FICO hostage
Citibank now wants a big fat annual fee, but dropping that credit card will damage her credit score.
This guest post comes from Andrea at Fools and Sages.
Have your credit cards started adding annual fees yet? Not the ones you use -- that would be silly. The banks will gouge you in other ways for those. I’m talking about the ones that you don’t use.
It turns out that maintaining those cards is a pricey venture for the poor, downtrodden banks.
I received notice from Citibank last week that a card I haven’t used in, oh, seven years will begin having a $60 annual fee starting April 1. The only way for me to avoid this fee is to use the card, to the tune of about $200 per month in charges.
That’s not that much and I could actually easily wrangle a way to do it, except that I don’t want to. Our family is trying to whittle down credit cards, not add usage. But closing this particular card down would be particularly damaging to my credit score. Not only is the limit very high, but I’ve had the card for ages. In the “decades” range. Closing it would take away one of my oldest lines of credit and would dramatically impact our available credit, two of the factors that go into the computation of your FICO score.
It’s not just Citibank adding these fees, of course. From the Los Angeles Times:
Bank of America Corp. unleashed its own annual fee of as much as $99 on some cardholders last month. JPMorgan Chase & Co. and Wells Fargo & Co. both say they have no plans to introduce such fees, but it’s probably just a matter of time.
Citi isn’t saying how many of its millions of cardholders nationwide are subject to the new fee, which takes effect April 1.
According to that same article, closing an account can impact your FICO score up to 100 points. That is insane.
To illustrate what a change in score of 100 points would cost you if you were to take out a new 30-year mortgage, we can use a handy little calculator that the FICO people were kind enough to put on their site.
Let’s say you have a credit score of 725 before Citibank told you that your inactivity is causing them too much financial distress. If you wanted to take out a $150,000 mortgage, you would be looking at a rate of about 4.834% (as of March 8, 2010). The total amount of interest you would pay over the lifetime of the loan is $134,430.
Now, let’s say you close your account with Citibank because you don’t want to pay their stupid fee -- if you’d wanted a card with an annual fee, you would have chosen a different card in the first place, right? -- and your score drops to 625. Same loan, same principal amount, but because you did NOTHING -- no late payments, no foreclosures -- besides tell a bank to close your account, your rate goes to 6.201% and the total interest paid on the loan is $180,768.
That is a difference of $46,338, about $130 per month.
It sure seems, given an example like that, that paying the annual fee is worth it, right? But no -- that’s NOT right. I mean, if you’re actually shopping for a mortgage at the moment, pay the fee and get the mortgage, and then close the account so you don’t get hit every year after that, but that’s not the point!
Your credit score should be a reflection of your behavior, not of a bank’s revenue model. If you have good credit because you pay your bills and don’t overextend yourself, does it seem right that a bank could cause you to spend almost $50,000 more for a loan just because you don’t see a need to pay an annual fee on a card you don’t use?
The system is completely messed up. That’s all I’m saying.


■ **What to produce**: Please copy every record below exactly, leaving out the pictures.

■ **Stored data entries**:
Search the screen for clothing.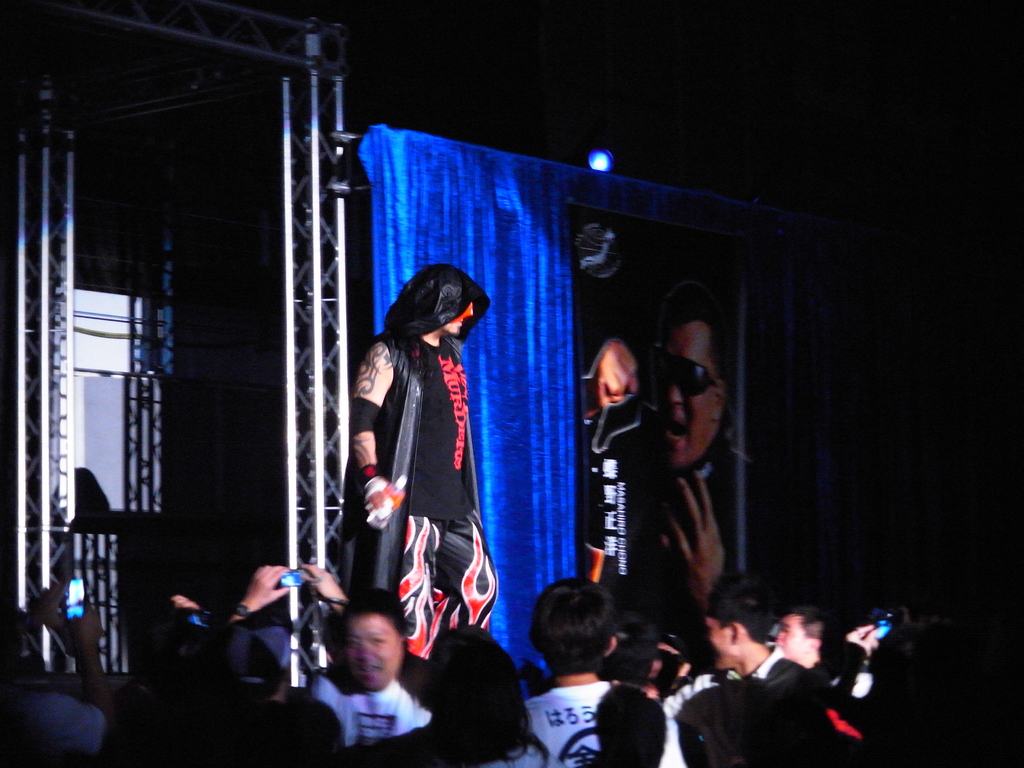
Found at bbox(349, 278, 488, 654).
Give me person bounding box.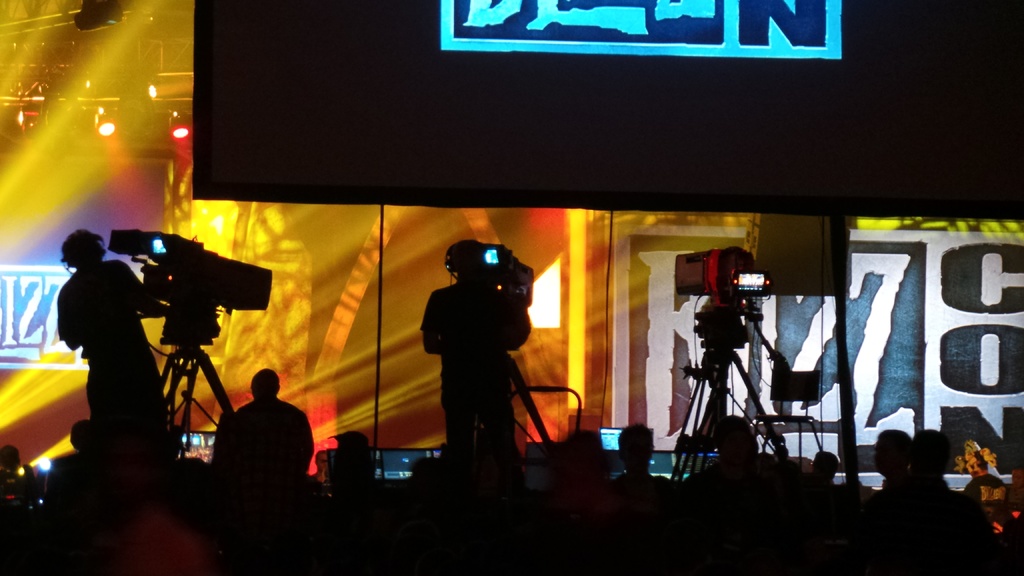
l=49, t=227, r=181, b=449.
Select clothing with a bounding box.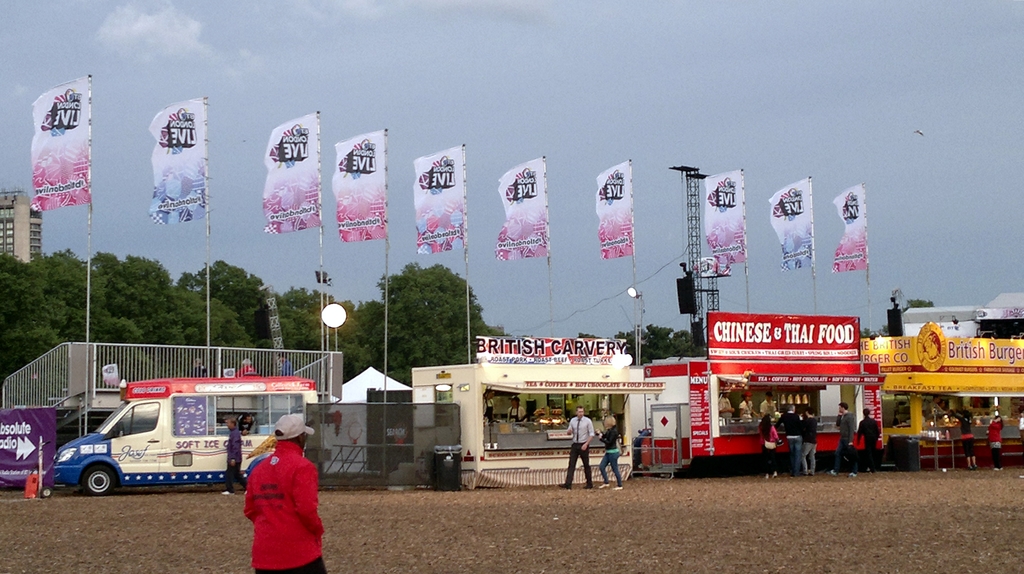
x1=739 y1=395 x2=757 y2=420.
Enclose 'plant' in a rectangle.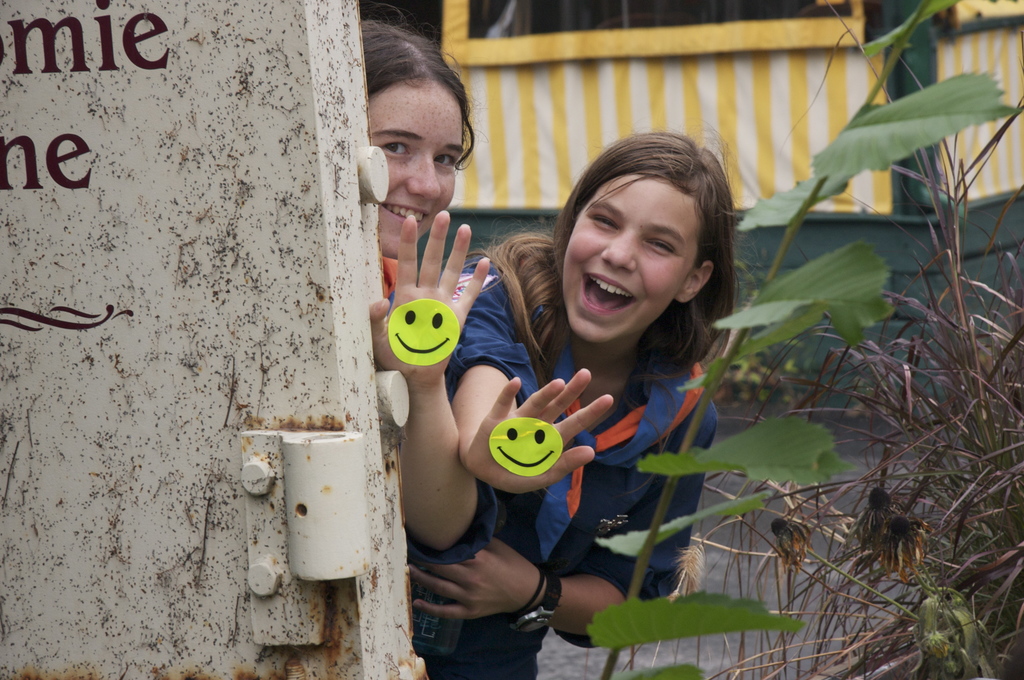
box=[569, 0, 998, 675].
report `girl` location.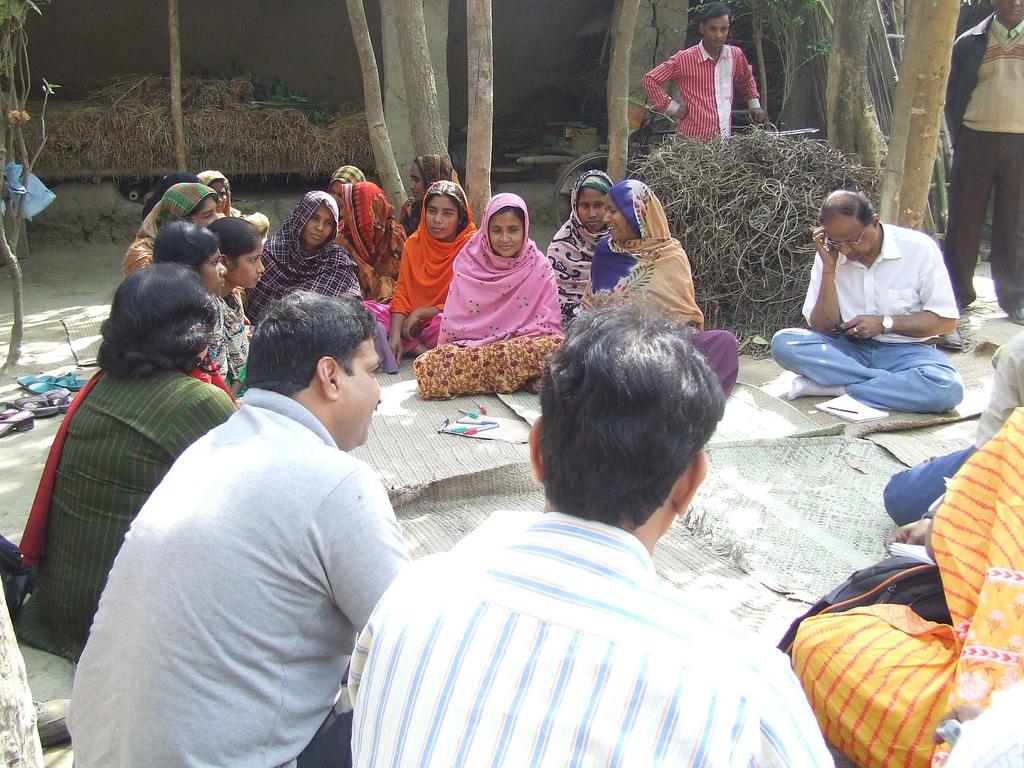
Report: <bbox>548, 163, 610, 301</bbox>.
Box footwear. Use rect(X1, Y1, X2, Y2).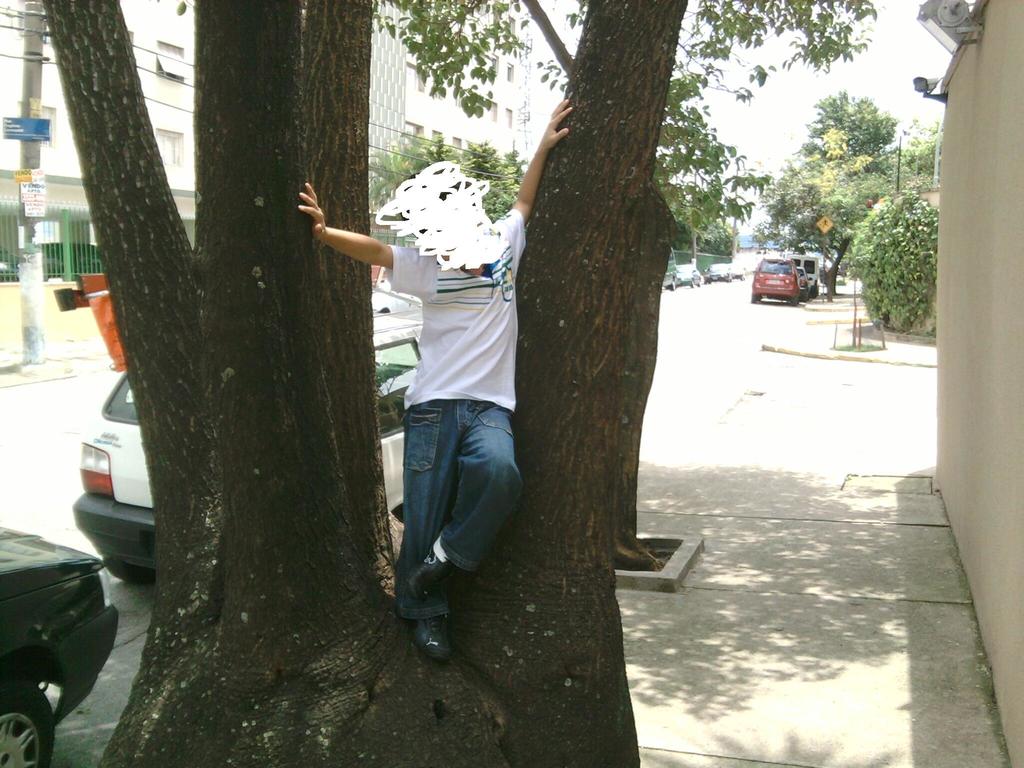
rect(409, 620, 451, 665).
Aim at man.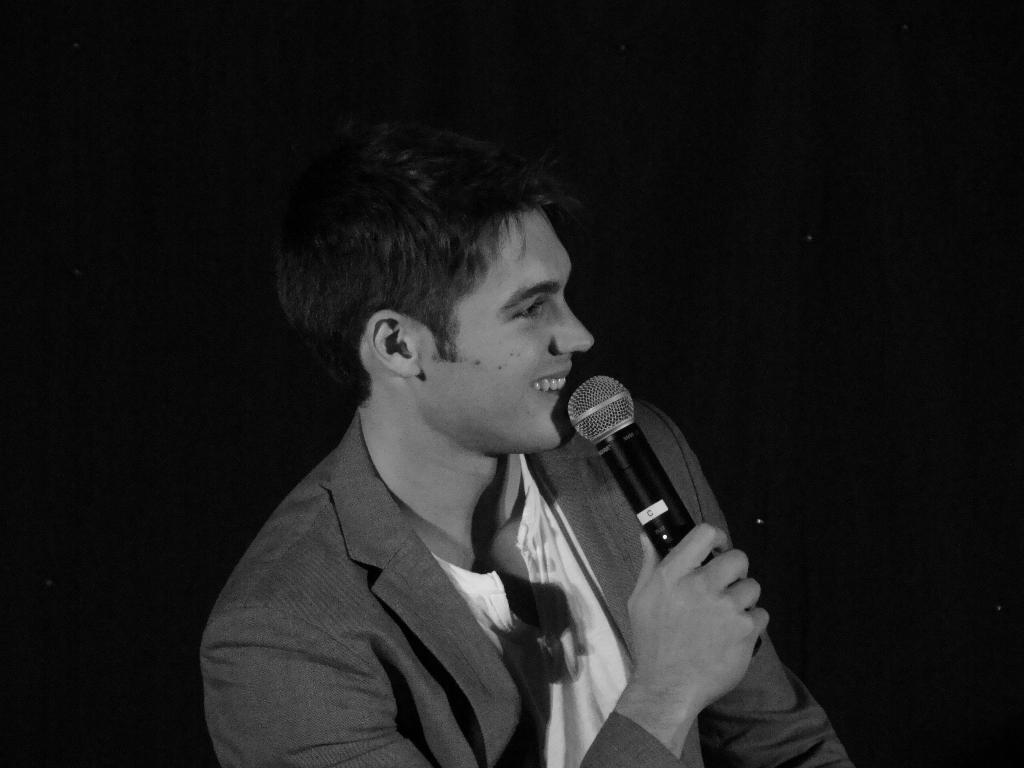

■ **Task result**:
Search the screen for clothing.
Found at bbox(349, 278, 488, 654).
Give me person bounding box.
l=49, t=227, r=181, b=449.
Select clothing with a bounding box.
x1=739 y1=395 x2=757 y2=420.
Enclose 'plant' in a rectangle.
box=[569, 0, 998, 675].
report `girl` location.
Report: <bbox>548, 163, 610, 301</bbox>.
Box footwear. Use rect(X1, Y1, X2, Y2).
rect(409, 620, 451, 665).
Aim at man.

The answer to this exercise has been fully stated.